Site icon Youth Ki Awaaz

Education In India Won’t Improve Till We Acknowledge These Problems

By Tanay Sukumar:

Source: Flickr

Having completed my Fellowship with Teach For India, it would be a grave injustice to my work if I do not share my learnings with the outside world. Having observed the municipal school system in Delhi for two years, I feel that what many of us tend to see as issues are not actually the primary problems.

A myth that most concerned citizens have is that government school teachers do not teach and that they are the reason behind the poor levels of public education in India. Once you blame the teachers, it’s easy to think that the solution lies in good skills training and good monitoring/inspection – but these solutions would work only if teachers were the problem in the first place.

To shatter myth number two – if being an amazing teacher is magic, then knowing your subjects well is not the wand that will perform it. If each factor that contributes to being a teacher has an impact on the lives of students were to be ranked in order, two items would be at the top – belief in the child and belief in oneself.

Teaching is a job fuelled by inner mindsets – much more than self-motivation, salary, intentions, love and concern for children or knowledge of your subject. And that’s why real teaching is hard. A teacher who does not believe in the child but knows the subject well shall spend hours explaining things to the class but won’t take more than a few seconds to give up on an unyielding child. A teacher who loves kids but does not believe in them will succumb to emotions and hence lower her expectations from them – thus never letting the child reach his or her potential.

Belief breaks more barriers than love, intelligence, concern & intentions. Belief empowers you to make yourself accountable, to innovate and research better methods to ensure that the child learns and to go to the child’s parents and change their mindsets. Belief keeps you away from punishing the child and becoming impatient with difficult children. Belief makes you find ways.

Government school teachers usually cater to disadvantaged children, belief in whom is more important than anywhere else. A teacher who does not believe in a child in an international school does him little harm; the child is likely to end up well anyway. A teacher who does not believe in an underprivileged child tends to make sure that he/she doesn’t even put in the effort.

Once we address the belief problem, other factors inevitably creep in:

1. Teaching Time

Teachers in municipal schools are part-time clerks. The system requires them to meet parents of all students inside the classroom multiple times a year to distribute various funds and scholarships. Teaching ends up being a nice escape from an otherwise highly clerical job: signatures, stamp pads, registers, and cash.

2. Teacher-Student Ratio

This is a big problem in our country. It ends up being a cultural problem. A teacher with fifty kids tends to pay less attention to the children who need her the most, leading to a widespread national culture where we teach the brightest and ignore the weakest.

3. What Is A Good Education?

“A quiet classroom.” Most municipal schools in Delhi consider this as an accurate definition of a good education. A principal who walks around the school is likely to be looking for quiet classrooms and angry teachers instead of busy classrooms and teachers teaching. Such medieval expectations are again a socio-cultural problem. We have been conditioned to believe: 1) good education is being able to score good marks, 2) discipline means being quiet and obedient without reason, 3) respect means the art of not questioning an adult, 4) children are lesser individuals – adults know more and yet, if the child fails to achieve, the mistake is his and not the teacher’s, 5) there is only one way to learn: the verbal and linguistic way; a hyperactive child is spoiled and can’t do anything and 6) there is only one way to correct a child – be angry and punish.

Other Challenges

(a) Teaching is thought of to be a student-teacher relationship whereas it actually consists of four parties: school leader, teacher, student, parents. The role of parents is more important because the teacher needs to fight mindsets and the economic divide in order to make her teaching fruitful in the long run.

(b) There is little or no training for school leaders & principals.

(c) While most teachers have received formal training before they start their job, there is little on-the-job teacher training. Even if there is, a proactive monitoring system is found to be non-existent. Inspections are limited to (1) checking if children can wish the inspector “good morning,” (2) checking if fourth-grade kids can recite a memorized poem, (3) checking if the school administration can provide them good tea and snacks. This colonial, hierarchical treatment of inspection is ensuring that we are satisfied with too little. Inspection immediately needs to be replaced by a continuous-feedback-and-improvement mechanism where, trainers, not inspectors, are involved in students’ learning as much as teachers are and are not seen by teachers as objects of fear but partners in the education of the future generation.

(d) There is a widespread lack of purpose among our teachers. Our culture regards teaching as an easy complement to child-rearing for young women. Without a passion for teaching, it’s needless to say that it’s not going to work.

I hope the next time we seek a revolution in Indian education, we know that we must work towards a change in ‘Education Culture’ and not the ‘Education System’. Reforms in the Education System will soon follow.

Teach For India‘s Fellowship program places outstanding working professionals and college graduates as Fellows – who work full-time for two years in low-income & under-resourced schools teaching underprivileged kids. Applications to the 2016-18 Teach For India Fellowship program are now open. Application Deadline: 2nd February 2016.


◆ **Work instructions**
Among the lines below, how many carry the string "right"? Reply with a number and nothing else.

◆ **Given records**
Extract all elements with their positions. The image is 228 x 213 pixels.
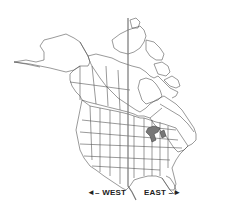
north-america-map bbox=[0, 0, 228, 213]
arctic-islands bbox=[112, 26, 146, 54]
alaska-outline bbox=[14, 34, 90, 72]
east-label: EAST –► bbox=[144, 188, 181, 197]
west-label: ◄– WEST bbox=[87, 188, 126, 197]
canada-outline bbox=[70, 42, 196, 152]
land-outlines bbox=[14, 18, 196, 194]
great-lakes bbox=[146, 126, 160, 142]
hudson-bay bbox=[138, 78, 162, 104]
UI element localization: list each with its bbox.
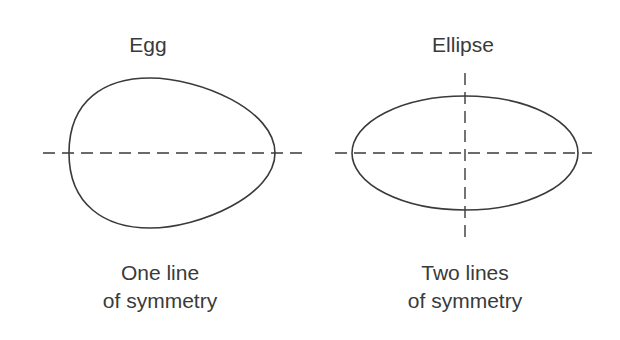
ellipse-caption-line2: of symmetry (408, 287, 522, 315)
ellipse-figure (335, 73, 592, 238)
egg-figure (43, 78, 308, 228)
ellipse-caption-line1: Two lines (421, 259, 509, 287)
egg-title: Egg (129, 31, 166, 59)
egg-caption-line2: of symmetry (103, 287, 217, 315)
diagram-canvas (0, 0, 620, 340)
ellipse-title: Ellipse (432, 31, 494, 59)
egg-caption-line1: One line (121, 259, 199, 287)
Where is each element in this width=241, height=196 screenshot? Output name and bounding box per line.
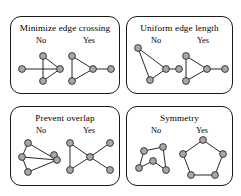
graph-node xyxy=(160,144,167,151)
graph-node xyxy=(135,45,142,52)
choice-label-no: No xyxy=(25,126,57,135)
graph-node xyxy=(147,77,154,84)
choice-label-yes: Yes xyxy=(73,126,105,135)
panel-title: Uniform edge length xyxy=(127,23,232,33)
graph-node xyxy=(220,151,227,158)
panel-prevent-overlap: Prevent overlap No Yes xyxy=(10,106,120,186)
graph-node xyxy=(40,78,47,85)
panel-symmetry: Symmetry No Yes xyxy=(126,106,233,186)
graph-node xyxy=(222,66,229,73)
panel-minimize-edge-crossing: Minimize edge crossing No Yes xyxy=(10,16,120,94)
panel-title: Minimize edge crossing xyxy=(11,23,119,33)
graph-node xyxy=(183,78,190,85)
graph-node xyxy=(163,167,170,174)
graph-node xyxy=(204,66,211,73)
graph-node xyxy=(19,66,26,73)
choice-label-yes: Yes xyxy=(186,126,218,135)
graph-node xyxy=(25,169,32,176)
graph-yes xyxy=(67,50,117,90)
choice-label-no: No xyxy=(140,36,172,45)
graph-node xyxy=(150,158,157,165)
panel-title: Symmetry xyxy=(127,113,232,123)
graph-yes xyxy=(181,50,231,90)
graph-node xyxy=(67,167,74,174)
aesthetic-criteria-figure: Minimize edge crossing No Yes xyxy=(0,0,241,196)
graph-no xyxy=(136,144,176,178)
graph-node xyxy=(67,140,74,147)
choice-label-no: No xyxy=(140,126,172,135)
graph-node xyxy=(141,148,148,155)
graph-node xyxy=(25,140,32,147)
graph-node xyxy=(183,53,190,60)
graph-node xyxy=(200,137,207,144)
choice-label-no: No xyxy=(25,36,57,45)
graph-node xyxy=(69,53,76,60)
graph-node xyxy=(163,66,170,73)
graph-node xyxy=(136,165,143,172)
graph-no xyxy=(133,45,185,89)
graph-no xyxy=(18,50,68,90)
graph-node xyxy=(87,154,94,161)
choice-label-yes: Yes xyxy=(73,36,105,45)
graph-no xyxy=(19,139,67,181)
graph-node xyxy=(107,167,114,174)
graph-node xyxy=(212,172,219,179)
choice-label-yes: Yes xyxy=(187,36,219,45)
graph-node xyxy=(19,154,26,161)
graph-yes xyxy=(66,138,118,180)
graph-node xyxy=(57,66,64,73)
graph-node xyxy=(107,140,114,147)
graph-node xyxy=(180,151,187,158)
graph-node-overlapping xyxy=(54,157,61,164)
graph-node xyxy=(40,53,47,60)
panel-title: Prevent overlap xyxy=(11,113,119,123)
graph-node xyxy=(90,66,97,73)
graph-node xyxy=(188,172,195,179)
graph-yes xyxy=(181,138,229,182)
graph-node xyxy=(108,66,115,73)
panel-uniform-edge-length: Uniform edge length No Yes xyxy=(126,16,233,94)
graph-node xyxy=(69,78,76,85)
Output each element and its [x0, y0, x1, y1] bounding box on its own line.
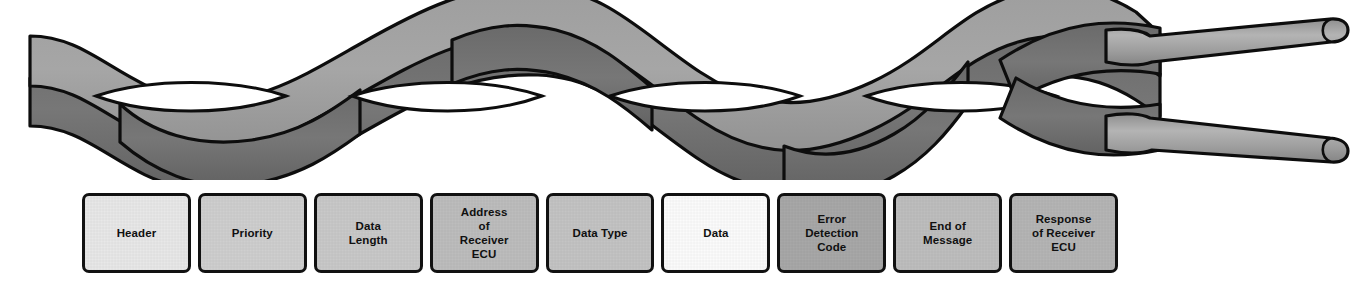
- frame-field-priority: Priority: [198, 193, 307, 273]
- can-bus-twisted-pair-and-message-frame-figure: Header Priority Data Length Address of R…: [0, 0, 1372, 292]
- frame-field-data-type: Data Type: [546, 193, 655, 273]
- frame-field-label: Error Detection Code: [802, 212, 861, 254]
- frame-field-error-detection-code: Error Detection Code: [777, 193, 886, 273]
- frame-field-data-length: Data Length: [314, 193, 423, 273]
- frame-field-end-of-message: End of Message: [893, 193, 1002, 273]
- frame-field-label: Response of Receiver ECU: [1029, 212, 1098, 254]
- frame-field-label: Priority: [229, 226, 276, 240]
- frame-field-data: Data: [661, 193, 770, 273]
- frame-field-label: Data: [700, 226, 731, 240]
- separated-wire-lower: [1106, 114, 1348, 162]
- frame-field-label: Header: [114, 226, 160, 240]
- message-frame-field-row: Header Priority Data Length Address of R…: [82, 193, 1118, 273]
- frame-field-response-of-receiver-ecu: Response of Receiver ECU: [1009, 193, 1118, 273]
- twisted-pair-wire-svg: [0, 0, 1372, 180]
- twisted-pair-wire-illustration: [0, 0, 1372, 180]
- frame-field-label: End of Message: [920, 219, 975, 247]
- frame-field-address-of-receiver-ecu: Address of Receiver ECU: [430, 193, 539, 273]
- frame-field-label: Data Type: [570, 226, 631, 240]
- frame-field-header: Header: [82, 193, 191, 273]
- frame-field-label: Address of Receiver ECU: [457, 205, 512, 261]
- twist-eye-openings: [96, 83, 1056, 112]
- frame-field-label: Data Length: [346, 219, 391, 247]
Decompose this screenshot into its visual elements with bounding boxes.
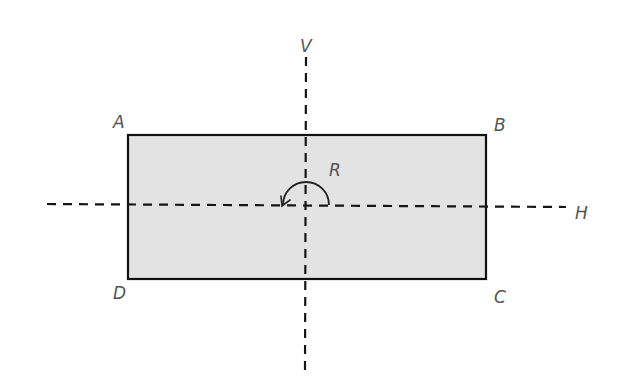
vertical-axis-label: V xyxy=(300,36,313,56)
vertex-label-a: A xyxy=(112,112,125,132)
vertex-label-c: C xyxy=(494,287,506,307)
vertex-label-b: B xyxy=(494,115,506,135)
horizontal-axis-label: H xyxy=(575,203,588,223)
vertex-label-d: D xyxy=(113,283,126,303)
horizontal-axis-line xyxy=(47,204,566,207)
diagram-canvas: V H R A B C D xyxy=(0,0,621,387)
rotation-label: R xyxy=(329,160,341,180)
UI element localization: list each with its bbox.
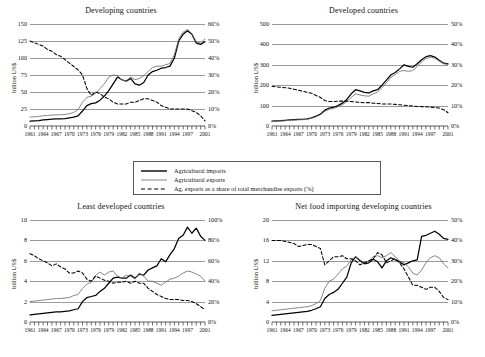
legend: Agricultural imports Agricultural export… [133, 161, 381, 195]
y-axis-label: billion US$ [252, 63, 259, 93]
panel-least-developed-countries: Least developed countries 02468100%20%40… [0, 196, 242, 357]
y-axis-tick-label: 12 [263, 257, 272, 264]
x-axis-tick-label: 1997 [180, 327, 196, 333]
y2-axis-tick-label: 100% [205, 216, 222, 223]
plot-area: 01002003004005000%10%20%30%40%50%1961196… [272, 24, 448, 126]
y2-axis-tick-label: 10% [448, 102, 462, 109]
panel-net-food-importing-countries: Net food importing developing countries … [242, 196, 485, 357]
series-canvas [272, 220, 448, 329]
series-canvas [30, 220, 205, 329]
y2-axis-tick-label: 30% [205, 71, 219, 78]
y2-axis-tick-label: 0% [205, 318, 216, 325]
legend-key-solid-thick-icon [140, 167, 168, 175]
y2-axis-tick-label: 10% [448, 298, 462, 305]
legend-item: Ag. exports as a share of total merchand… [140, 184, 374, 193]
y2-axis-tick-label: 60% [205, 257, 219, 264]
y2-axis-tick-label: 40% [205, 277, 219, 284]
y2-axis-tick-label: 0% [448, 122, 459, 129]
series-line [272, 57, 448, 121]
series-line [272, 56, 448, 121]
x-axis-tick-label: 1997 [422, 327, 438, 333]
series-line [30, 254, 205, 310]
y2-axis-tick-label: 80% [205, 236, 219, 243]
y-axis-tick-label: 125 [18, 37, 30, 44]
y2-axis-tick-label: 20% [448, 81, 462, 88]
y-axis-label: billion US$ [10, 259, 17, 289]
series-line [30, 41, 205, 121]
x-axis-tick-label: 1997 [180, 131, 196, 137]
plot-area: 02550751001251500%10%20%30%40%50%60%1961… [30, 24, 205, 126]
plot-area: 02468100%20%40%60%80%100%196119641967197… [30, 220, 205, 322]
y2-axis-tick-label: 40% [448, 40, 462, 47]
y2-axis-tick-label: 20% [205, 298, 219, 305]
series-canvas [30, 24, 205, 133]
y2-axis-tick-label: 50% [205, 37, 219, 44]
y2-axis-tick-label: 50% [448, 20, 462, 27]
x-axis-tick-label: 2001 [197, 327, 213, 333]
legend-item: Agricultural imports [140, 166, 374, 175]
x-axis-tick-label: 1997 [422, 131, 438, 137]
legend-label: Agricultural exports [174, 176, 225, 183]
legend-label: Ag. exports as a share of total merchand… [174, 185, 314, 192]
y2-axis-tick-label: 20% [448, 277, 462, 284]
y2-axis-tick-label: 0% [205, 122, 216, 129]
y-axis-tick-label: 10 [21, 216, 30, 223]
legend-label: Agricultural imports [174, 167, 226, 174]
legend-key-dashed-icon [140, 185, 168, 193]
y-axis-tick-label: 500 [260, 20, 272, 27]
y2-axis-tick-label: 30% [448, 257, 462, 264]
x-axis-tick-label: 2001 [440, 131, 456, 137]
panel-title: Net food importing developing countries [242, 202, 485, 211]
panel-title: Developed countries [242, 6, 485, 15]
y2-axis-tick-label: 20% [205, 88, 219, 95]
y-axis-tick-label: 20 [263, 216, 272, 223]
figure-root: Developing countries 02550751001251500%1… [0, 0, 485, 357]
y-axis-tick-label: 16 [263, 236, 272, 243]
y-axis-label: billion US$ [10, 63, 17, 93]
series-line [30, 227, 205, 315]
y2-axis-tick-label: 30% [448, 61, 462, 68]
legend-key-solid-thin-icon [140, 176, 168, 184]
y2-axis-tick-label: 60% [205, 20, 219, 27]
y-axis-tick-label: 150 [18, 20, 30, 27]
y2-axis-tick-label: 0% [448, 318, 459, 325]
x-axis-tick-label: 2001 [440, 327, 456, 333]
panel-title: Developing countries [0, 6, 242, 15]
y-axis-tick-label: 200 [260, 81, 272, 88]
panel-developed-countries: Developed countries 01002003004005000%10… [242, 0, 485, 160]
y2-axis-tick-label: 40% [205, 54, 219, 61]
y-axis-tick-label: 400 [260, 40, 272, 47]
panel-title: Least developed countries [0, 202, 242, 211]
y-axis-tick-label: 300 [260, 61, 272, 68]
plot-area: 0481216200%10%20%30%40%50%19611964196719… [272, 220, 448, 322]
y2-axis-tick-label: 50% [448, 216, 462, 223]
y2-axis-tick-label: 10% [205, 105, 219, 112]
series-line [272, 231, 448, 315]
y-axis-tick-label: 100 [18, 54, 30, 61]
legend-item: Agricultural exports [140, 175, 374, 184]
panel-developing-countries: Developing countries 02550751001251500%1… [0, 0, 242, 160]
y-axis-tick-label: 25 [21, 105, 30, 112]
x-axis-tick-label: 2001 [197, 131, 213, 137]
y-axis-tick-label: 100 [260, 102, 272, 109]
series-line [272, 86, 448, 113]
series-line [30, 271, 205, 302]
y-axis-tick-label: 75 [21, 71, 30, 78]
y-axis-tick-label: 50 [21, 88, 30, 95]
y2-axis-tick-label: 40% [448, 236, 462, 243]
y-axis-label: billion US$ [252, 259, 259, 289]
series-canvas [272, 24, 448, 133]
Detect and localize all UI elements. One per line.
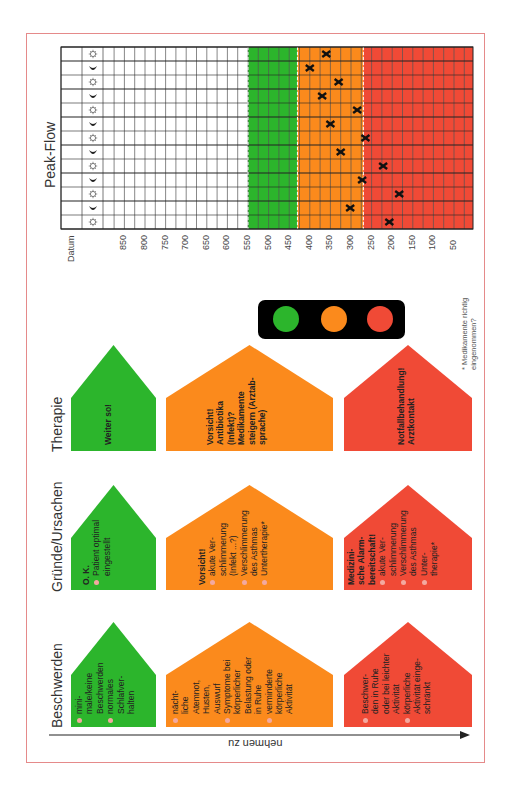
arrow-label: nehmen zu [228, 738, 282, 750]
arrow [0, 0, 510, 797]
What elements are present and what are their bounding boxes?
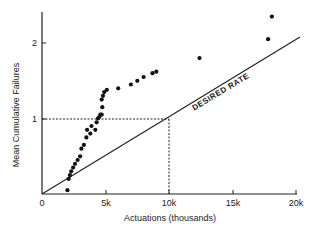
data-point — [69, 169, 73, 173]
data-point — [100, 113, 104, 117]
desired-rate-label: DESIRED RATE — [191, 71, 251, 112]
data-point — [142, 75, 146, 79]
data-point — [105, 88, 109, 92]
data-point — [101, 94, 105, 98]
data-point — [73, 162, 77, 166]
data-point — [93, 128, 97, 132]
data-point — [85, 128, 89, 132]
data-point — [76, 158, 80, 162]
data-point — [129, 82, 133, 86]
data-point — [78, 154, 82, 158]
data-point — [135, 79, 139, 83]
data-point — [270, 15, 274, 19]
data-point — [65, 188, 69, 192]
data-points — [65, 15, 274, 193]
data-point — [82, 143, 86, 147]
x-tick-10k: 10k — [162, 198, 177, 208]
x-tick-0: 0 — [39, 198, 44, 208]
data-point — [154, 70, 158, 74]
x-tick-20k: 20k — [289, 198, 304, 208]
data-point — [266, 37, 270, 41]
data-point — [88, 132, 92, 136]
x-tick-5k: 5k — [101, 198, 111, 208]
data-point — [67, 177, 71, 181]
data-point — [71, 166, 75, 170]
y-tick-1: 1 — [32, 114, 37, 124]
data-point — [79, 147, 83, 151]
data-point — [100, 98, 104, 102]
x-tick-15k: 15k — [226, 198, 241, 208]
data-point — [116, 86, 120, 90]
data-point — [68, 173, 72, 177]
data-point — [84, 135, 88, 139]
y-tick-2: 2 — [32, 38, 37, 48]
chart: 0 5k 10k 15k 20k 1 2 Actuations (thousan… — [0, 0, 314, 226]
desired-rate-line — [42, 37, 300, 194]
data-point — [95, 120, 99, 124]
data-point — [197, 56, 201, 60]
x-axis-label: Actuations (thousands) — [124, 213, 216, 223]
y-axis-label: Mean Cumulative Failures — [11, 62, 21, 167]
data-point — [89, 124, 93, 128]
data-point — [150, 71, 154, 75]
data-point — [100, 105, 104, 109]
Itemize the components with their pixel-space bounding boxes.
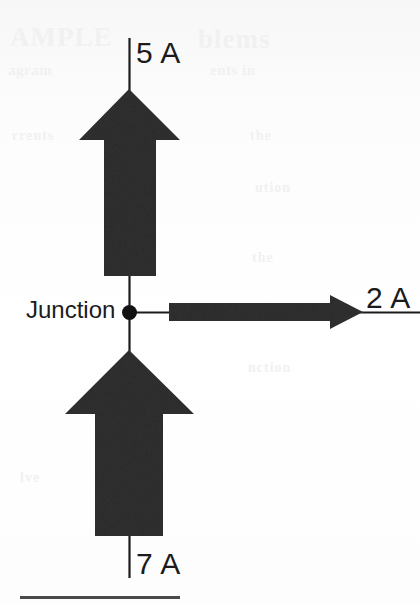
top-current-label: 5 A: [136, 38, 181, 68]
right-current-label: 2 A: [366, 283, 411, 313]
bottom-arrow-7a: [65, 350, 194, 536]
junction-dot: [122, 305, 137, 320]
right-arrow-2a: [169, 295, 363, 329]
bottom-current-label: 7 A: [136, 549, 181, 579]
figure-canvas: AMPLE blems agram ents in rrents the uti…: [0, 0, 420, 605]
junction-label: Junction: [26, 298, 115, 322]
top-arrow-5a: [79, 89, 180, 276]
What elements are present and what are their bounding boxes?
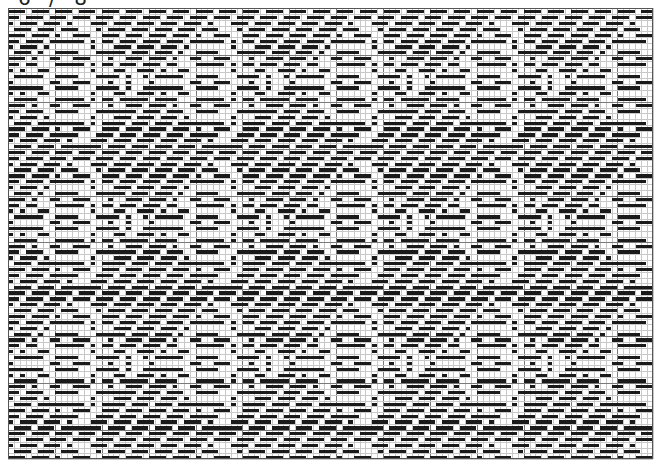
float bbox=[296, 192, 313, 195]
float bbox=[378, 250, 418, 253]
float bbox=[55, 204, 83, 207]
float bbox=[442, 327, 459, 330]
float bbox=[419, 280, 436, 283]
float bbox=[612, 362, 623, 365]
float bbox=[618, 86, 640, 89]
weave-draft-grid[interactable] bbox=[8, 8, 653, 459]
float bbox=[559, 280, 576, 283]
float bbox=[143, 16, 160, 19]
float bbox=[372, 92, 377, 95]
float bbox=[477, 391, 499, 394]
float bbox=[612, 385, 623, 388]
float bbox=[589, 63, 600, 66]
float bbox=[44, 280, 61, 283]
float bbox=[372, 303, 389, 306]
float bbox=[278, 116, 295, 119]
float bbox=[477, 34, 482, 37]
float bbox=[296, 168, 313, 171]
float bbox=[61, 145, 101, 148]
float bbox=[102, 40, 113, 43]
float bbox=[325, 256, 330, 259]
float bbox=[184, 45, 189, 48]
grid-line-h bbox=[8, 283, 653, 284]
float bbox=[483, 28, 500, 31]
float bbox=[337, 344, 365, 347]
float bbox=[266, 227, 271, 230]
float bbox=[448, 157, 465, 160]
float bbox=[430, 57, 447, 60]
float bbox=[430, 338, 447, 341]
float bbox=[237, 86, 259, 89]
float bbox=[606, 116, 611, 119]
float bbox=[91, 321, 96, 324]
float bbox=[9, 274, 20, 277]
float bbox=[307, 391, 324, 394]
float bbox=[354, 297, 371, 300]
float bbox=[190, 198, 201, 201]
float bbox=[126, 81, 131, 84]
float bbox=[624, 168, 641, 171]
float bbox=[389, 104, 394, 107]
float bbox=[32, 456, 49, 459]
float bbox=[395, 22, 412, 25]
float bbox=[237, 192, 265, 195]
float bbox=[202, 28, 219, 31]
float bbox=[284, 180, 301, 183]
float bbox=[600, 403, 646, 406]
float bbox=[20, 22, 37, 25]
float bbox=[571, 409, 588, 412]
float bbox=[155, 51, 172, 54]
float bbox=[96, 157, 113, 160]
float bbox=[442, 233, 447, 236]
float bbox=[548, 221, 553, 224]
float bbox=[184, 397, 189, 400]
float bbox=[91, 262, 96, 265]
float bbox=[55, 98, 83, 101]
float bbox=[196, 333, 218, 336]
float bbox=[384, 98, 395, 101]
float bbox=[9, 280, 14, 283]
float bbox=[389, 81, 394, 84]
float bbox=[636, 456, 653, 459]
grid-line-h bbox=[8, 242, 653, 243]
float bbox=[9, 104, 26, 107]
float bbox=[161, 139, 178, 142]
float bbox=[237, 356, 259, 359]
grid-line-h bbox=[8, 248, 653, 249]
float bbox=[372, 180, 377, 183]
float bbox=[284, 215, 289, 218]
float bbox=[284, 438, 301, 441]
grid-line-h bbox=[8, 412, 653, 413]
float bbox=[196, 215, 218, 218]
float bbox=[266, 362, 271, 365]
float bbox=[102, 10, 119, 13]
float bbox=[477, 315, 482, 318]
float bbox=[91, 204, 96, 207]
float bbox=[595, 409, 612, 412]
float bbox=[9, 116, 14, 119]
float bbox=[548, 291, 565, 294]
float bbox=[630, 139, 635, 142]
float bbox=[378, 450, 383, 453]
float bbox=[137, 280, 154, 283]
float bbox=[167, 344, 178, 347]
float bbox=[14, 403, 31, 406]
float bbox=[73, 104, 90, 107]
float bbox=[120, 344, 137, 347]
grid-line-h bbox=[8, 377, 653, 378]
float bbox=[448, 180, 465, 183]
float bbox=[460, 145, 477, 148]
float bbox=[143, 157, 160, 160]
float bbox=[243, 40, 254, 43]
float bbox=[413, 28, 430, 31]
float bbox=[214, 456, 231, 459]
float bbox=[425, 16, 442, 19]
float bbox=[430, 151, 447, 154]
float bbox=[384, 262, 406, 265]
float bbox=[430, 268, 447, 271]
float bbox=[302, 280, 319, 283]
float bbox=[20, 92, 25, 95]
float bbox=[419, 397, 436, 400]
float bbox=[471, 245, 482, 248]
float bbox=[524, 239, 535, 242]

◆ **Problem solution**
2